Unfortunately for those times, Christians, who were by that times more barbaric, but also leading a barbarian invassion, as it happened with the Germans against Rome, developed a brutal attitude and also new weapons. In Spain, Fernando and Isabella were using The Inquisition (a barbaric organization) at the same time they were learning for Italian Reinassance. They were really lucky because Christopher Columbus discovered America and, from that on, they had a lot of big big money to maintain the Christian armies in Spain to suffocate any muslim rebelion.
When an empire collapses, everything that empire allowed, collapses too. Personal freedoms, laws, way of living, etc. All that disappear under a kind of new order.
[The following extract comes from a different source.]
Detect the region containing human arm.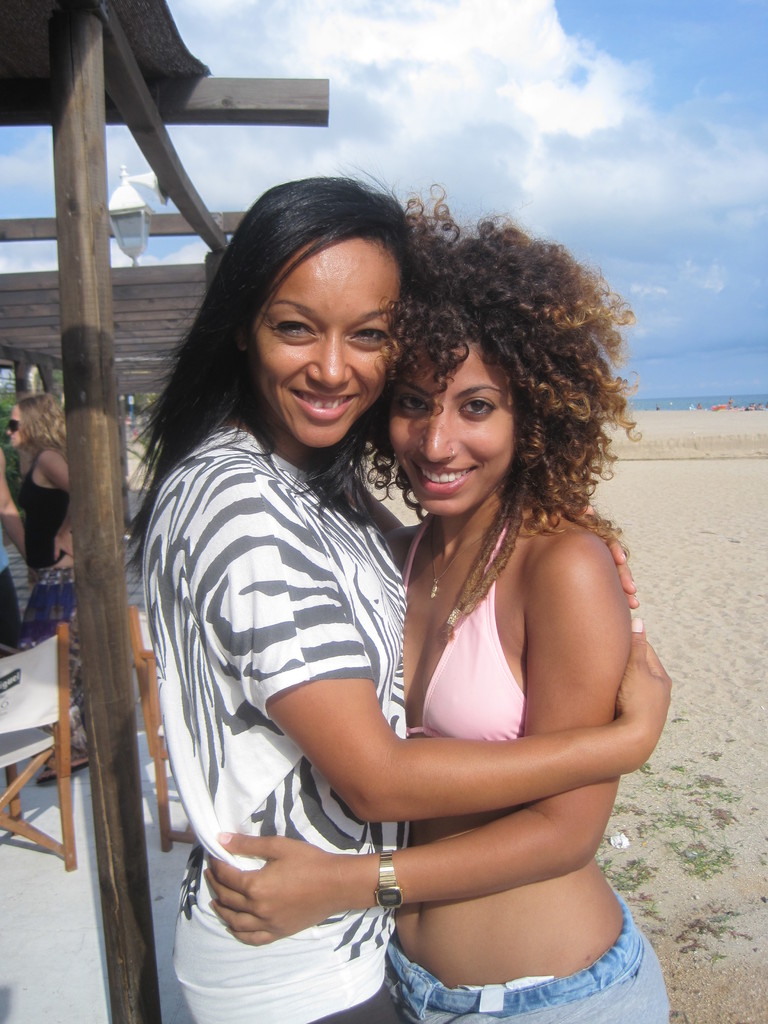
region(253, 508, 678, 825).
That's the reason I see some parallel lines between the fall of Islam in Europe (Al Andalus) and the decadence of the Western World today: personal freedom is gonna be lower and lower from now on... It's gonna be a world in which barbarians (because they don't have sense of laws, style, attitude, arts) will try to impose their barbarian style (i.e. Talibans, Western Neo-Nazis, Neo-Cons, Al Qaeda, fanatic muslims, fanatic westerns). When a culture reaches a great point of modernity, it also reaches a great point of fragility. Because you want to protect the right of someone to walk in the street, you can't foresee that this someone walking in the street is a guy with his waist full of bombs ready to kill a lot of people in a bus. The most modern you are, more and more doors are opened to barbarians.
And barbarians are all over the world. Sick people. Sick people for any reason.
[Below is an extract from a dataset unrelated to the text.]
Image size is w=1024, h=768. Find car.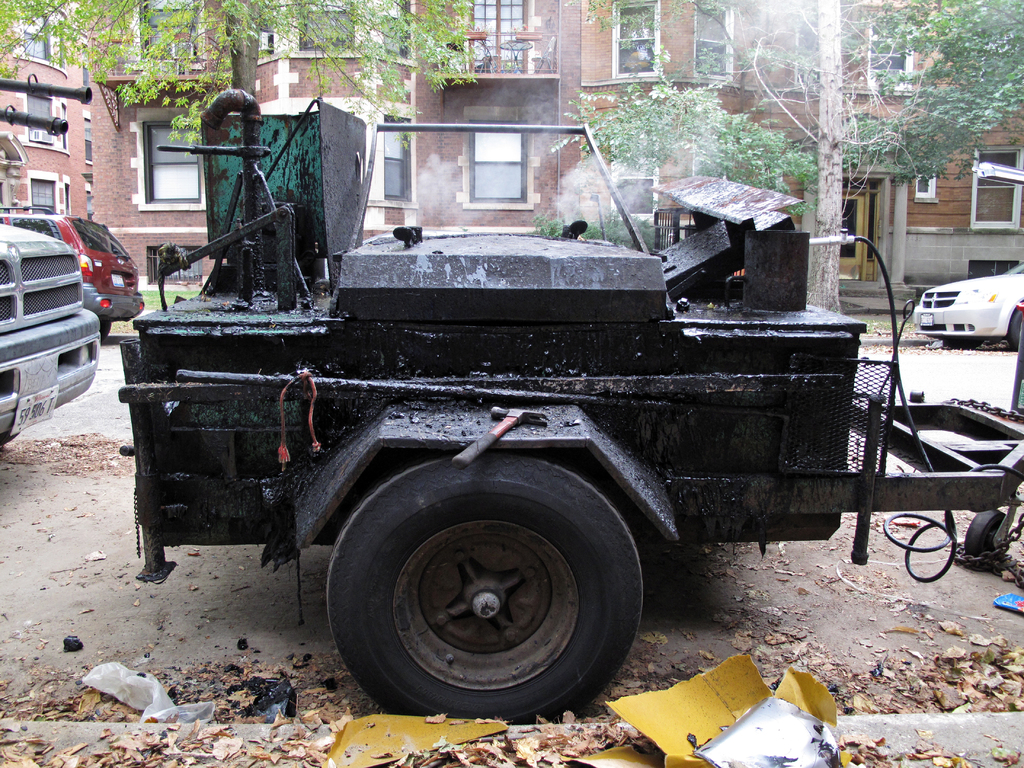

Someone asked me to describe a "modern muslim" as a "nice person" because I said that a modern muslim is a nice person. Someone asked the definition of "nice".
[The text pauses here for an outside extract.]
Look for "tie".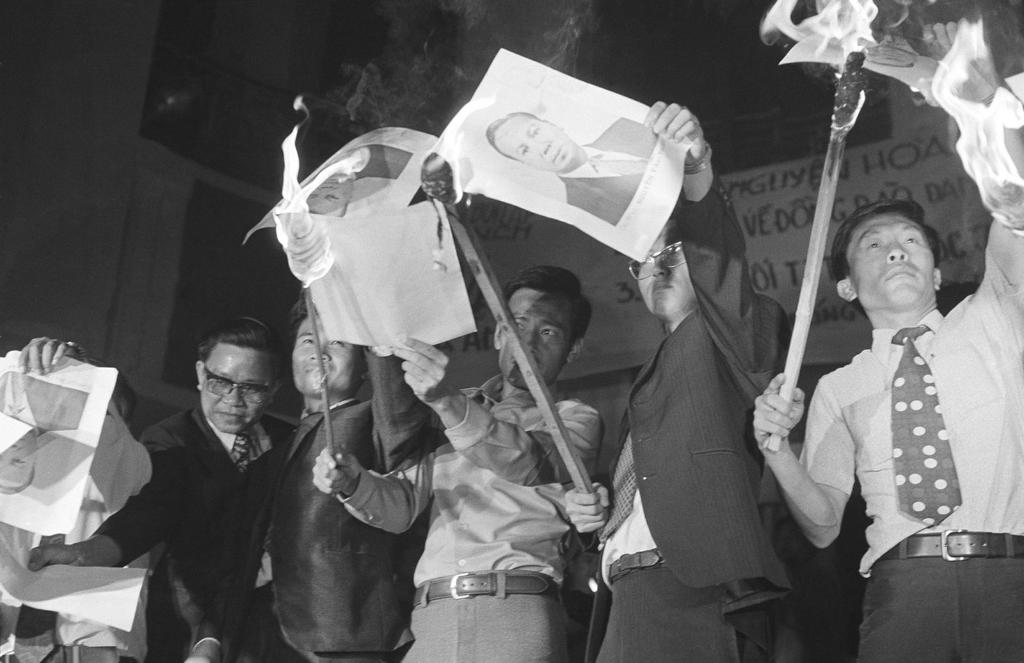
Found: detection(890, 320, 962, 534).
"Nice" is someone who's living according to present times, not the times other people lived. I mean Muhammad, Jesuchrist or Napoleon. You can't live with old times. You can't pretend to live like Napoleon, even if you admire him so much, because the times of Napoleon were completly different to these times. You can learn from Napoleon, you can memorice his life. But you can't repeat the times of Napoleon, nor his circumstances. Napoleon was Napoleon and his time. Muhammad was Muhammad and a man talking for the people of his time. In the language of his time. In the mentality of his time. In the costumes of his time.
A modern muslim is someone who understand this. Someone who, instead sticking to the literal hadiths of Muhammad, tries to understand the circumstances, elaborate what was the real meaning of the hadiths, and apply this to his own -nowadays- circumstances.
I don't exactly remind, but there's an Aya in Al Quran which reads: "There are univocal Ayas and there are equivocal Ayas", meaning: "There are some Ayas that you have to admit literally and there are Ayas which you have to interpret and apply to your life in your own way".
So, as I said before, a modern muslim is a muslim living in modern times. Someone talking about the lenght your beard must be or the dress code you must have, is not a modern muslim. I don't think Muhammad wanted an Army of uniformed people with beards, hijabs, etc. I think he dreamed in a world in which everyone could be happy and feel free and talk freely.
Probably the fanatics wants here a 4th Reich of Islam: well uniformed people, saying "Allahu Akbar" instead "Heil Hitler". But well uniformed people, both in clothes and mind. Nazis reminding each others how to behave, how to get dressed, etc.
Spirituality, or Religion, has nothing to do with the way you dress up or how many hadiths you memorize.
More about how many hadiths you understand.